Australia will start recognising higher education degrees obtained in India under a mutual framework to be signed between the two countries on Thursday, but engineering, medicine, law and other professional courses will remain outside its ambit.
Visiting Australian Education Minister Jason Clare, who will sign the Mechanism for the Mutual Recognition of Qualifications with Union Education Minister Dharmendra Pradhan in Delhi, on Wednesday said the framework was an outcome of deliberations that lasted over a decade.
“India has other agreements with countries like the US. What makes this broader than the agreement with the US is it includes online courses also, apart from courses that Australian universities can run in India or at a standalone campus like the one that University of Wollongong is setting up,” Clare told The Indian Express.
“So it means that whether you are studying with an Australian university in Australia, or here in India, or online, or at an Australian university campus in India, those qualifications will be counted and will be recognised for your next big step in higher education,” Clare said.
Asked whether the framework will also accord mutual recognition to professional degrees, Clare said those provisions are still in the works.
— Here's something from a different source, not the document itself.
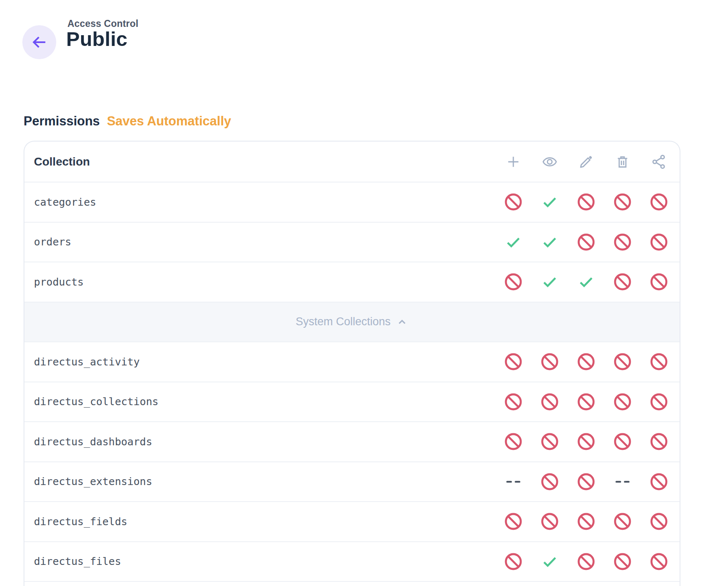 Image resolution: width=728 pixels, height=586 pixels. What do you see at coordinates (260, 362) in the screenshot?
I see `collection-name: directus_activity` at bounding box center [260, 362].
Clare said he was asked the other day whether one can “automatically travel to Australia and practice medicine” if one is a doctor with a medical degree from an Indian university. “At the moment, the answer is no, because there’s another step that has to be taken where the medical profession itself has its own registration process,” he said. “This ensures that [after]this recognition of the university qualifications, the next step is what can be placed into work in terms of recognition by different professional clients. That remains to be done; so that’s a big piece of work.”